The waking pain was unbearable. Too severe to drive or walk to the liquor store. Too severe to do anything but drink. I could drink it away if only he’d bring me something.
“Do you want me to die, Paul?” I’d half screamed, half cried when he confronted me in our darkened bedroom. Coffered ceilings and fermented air. “The store is just around the corner. One bottle of wine.”
“Look at yourself,” he’d said, disgusted. He’d held the back of his hand to his nose as if the sight of me might make him vomit. “You’ve done nothing but drink since I left.”
“Please,” I begged, my dry eyes stinging with fresh tears. “One bottle. If I can just get to sleep tonight, tomorrow I can start clean, I promise. I can’t start over like this. I can’t.”
His brow remained creased, but he relaxed his hands and knelt by our bed.
“One bottle of wine.” I coughed, running quaking fingers through my knotted hair. “If I have a seizure, I could die.”
“Jesus Christ, Gray,” Paul whispered, stroking my wet cheek with the back of his hand. “What the hell is wrong with you? What are you running away from?”
I began to shake all over. Maybe from my hangover, maybe from fear, probably an unhealthy mixture of both—but I didn’t answer his question.
He stood, collecting his car keys off the dresser. “One bottle,” he relented. “You’re not going to the hospital, I promise,” he said with a small smile. I strained to take it for genuine caring, but I knew that the thought of an emergency room visit—and the publicity it’d invite—had been the real motivator.
As he left our home for the liquor store, I lay back on my satin pillow.
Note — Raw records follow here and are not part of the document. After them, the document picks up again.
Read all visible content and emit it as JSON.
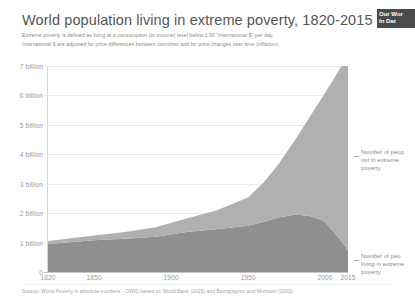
{
  "header": {
    "title": "World population living in extreme poverty, 1820-2015",
    "subtitle_line1": "Extreme poverty is defined as living at a consumption (or income) level below 1.90 \"international $\" per day.",
    "subtitle_line2": "International $ are adjusted for price differences between countries and for price changes over time (inflation)."
  },
  "logo": {
    "line1": "Our Wor",
    "line2": "In Dat",
    "full_name": "Our World in Data",
    "background": "#4a4a4a"
  },
  "annotations": {
    "upper": {
      "line1": "Number of peop",
      "line2": "not in extreme",
      "line3": "poverty",
      "full": "Number of people not in extreme poverty"
    },
    "lower": {
      "line1": "Number of peo",
      "line2": "living in extreme",
      "line3": "poverty",
      "full": "Number of people living in extreme poverty"
    }
  },
  "source": {
    "text": "Source: World Poverty in absolute numbers - OWID based on World Bank (2016) and Bourguignon and Morrison (2002)"
  },
  "colors": {
    "not_in_poverty": "#b0b0b0",
    "in_poverty": "#8f8f8f",
    "gridline": "#ebebeb",
    "text_muted": "#9a9a9a",
    "title": "#555555"
  },
  "chart_data": {
    "type": "area",
    "stacked": true,
    "title": "World population living in extreme poverty, 1820-2015",
    "xlabel": "",
    "ylabel": "",
    "xlim": [
      1820,
      2015
    ],
    "ylim": [
      0,
      7000000000
    ],
    "grid": true,
    "legend_position": "right-inline-annotations",
    "ytick_labels": [
      "0",
      "1 billion",
      "2 billion",
      "3 billion",
      "4 billion",
      "5 billion",
      "6 billion",
      "7 billion"
    ],
    "ytick_values": [
      0,
      1000000000,
      2000000000,
      3000000000,
      4000000000,
      5000000000,
      6000000000,
      7000000000
    ],
    "xtick_labels": [
      "1820",
      "1850",
      "1900",
      "1950",
      "2000",
      "2015"
    ],
    "xtick_values": [
      1820,
      1850,
      1900,
      1950,
      2000,
      2015
    ],
    "x": [
      1820,
      1850,
      1870,
      1890,
      1910,
      1929,
      1950,
      1960,
      1970,
      1981,
      1990,
      1999,
      2005,
      2010,
      2015
    ],
    "series": [
      {
        "name": "Number of people living in extreme poverty",
        "color": "#8f8f8f",
        "values_billion": [
          0.95,
          1.08,
          1.13,
          1.2,
          1.36,
          1.45,
          1.57,
          1.7,
          1.85,
          1.95,
          1.9,
          1.75,
          1.4,
          1.1,
          0.73
        ]
      },
      {
        "name": "Number of people not in extreme poverty",
        "color": "#b0b0b0",
        "values_billion": [
          0.1,
          0.16,
          0.23,
          0.32,
          0.46,
          0.63,
          0.96,
          1.33,
          1.83,
          2.57,
          3.36,
          4.25,
          5.1,
          5.83,
          6.61
        ]
      }
    ],
    "total_billion": [
      1.05,
      1.24,
      1.36,
      1.52,
      1.82,
      2.08,
      2.53,
      3.03,
      3.68,
      4.52,
      5.26,
      6.0,
      6.5,
      6.93,
      7.34
    ]
  }
}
The shaking stopped. My body still ached and an invisible vise tightened around my skull, but the trembling had vanished in an instant.
The answer to his question had been simple. Perhaps the most obvious thing in my life. Myself. I was runni
ng away from myself.
* * *
When I opened my eyes, I only heard stillness. I wiped my sticking eyelids and daylight broke through. My cheeks stung. They felt creased from lying motionless across crinkled sheets for hours. Hours.
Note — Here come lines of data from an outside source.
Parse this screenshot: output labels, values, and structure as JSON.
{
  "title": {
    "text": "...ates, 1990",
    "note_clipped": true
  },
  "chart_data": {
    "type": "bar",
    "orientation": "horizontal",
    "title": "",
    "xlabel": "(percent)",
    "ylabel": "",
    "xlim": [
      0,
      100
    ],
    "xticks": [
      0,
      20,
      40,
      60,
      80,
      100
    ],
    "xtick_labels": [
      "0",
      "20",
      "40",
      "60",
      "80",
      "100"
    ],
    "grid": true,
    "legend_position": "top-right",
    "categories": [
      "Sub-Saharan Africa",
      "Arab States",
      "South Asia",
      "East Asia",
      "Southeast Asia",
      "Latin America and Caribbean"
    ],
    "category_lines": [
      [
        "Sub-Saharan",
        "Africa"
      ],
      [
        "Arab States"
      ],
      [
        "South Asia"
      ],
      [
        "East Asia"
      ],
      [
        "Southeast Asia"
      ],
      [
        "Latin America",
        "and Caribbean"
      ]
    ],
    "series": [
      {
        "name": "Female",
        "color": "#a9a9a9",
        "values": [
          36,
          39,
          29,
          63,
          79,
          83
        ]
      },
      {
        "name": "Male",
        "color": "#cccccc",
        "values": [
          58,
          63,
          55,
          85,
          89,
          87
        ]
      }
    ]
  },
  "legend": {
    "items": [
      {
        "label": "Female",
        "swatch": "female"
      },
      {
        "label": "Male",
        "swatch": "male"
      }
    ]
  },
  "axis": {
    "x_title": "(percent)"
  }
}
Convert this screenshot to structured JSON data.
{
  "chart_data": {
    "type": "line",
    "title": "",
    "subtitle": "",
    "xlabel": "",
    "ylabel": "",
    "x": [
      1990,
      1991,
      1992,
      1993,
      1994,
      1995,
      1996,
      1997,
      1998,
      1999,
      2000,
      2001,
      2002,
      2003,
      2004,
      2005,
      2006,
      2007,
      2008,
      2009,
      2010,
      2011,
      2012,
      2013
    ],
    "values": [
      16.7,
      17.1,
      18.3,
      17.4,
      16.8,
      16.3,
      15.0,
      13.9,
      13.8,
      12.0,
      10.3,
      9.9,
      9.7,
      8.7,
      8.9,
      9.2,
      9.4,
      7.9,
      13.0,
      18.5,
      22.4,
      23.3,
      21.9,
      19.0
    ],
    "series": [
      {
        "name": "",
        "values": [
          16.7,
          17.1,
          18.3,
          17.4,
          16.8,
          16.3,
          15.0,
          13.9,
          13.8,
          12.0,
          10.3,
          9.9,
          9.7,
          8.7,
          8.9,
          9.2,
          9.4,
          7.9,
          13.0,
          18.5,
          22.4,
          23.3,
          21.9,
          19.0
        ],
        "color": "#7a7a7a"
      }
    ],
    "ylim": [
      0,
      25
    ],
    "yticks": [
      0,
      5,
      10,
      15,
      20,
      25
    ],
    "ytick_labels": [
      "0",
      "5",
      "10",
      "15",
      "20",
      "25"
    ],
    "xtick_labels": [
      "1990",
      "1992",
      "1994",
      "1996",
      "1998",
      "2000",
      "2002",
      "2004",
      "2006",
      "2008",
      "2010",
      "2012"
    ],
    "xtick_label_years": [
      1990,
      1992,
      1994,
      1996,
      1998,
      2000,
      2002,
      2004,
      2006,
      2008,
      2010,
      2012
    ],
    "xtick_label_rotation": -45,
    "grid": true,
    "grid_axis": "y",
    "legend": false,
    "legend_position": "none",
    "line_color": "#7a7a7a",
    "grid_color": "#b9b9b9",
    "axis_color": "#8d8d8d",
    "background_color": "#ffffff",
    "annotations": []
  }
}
I’d slept! I sprang for my phone. Ten fifteen AM. I didn’t care what time I’d finally drifted off. It no longer mattered. It could’ve been three in the morning, and I’d have still slept for seven whole hours.
And then I saw the missed call. “Unknown” at 4:28 AM. And the voicemail.
Annie.
Scrambling, I input my PIN and held my breath as I waited for the message to start. Should I be happy? Or terrified? She’d finally reached out again like she said she would. But why call so early? Here I was sleeping away while vital information waited in my phone’s mailbox.
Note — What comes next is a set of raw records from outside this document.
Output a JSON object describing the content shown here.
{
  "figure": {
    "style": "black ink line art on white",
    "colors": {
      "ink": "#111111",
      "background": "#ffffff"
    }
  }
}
Her voice was a near whisper. Lower than last time. “Hello, Gray. It’s me. It’s Annie. I’m sorry to call at such a crazy hour, but I still want to talk to you about Paul. If it’s possible, I’d like to meet with you.”
My heart pounded in my chest as adrenaline bolted outwards through my arms and legs. Annie wanted to meet me.
“Some place private. What I have to say is very…” she hesitated, “sensitive.”
I wasn’t sure what to think of that. Sensitive meant risky for Paul. But if taking unnecessary risks on Paul’s behalf was something this woman was worried over, that likely meant Paul was okay.
Annie continued, “The bistro on Oleander Avenue. The Italian place. Meet me there this afternoon at one thirty. Come alone. Don’t notify anyone. Not your family and certainly not the police.” Her voice lowered even further. I could barely make out what she said next. “This is incredibly sensitive, Gray. No one can know, or everything could be ruined. Paul’s future bid. Everything.” The message ended with a click as Annie hung up.
Annie was in Elizabeth, and I was going to meet her. My worst fears began to erode as I reasoned through her message. She wasn’t his mistress. She wasn’t Paul’s Annie. If she was, she’d have no reason to meet with me. And if she was afraid of harming Paul with whatever information she had, then Paul had to be alive. At least for now.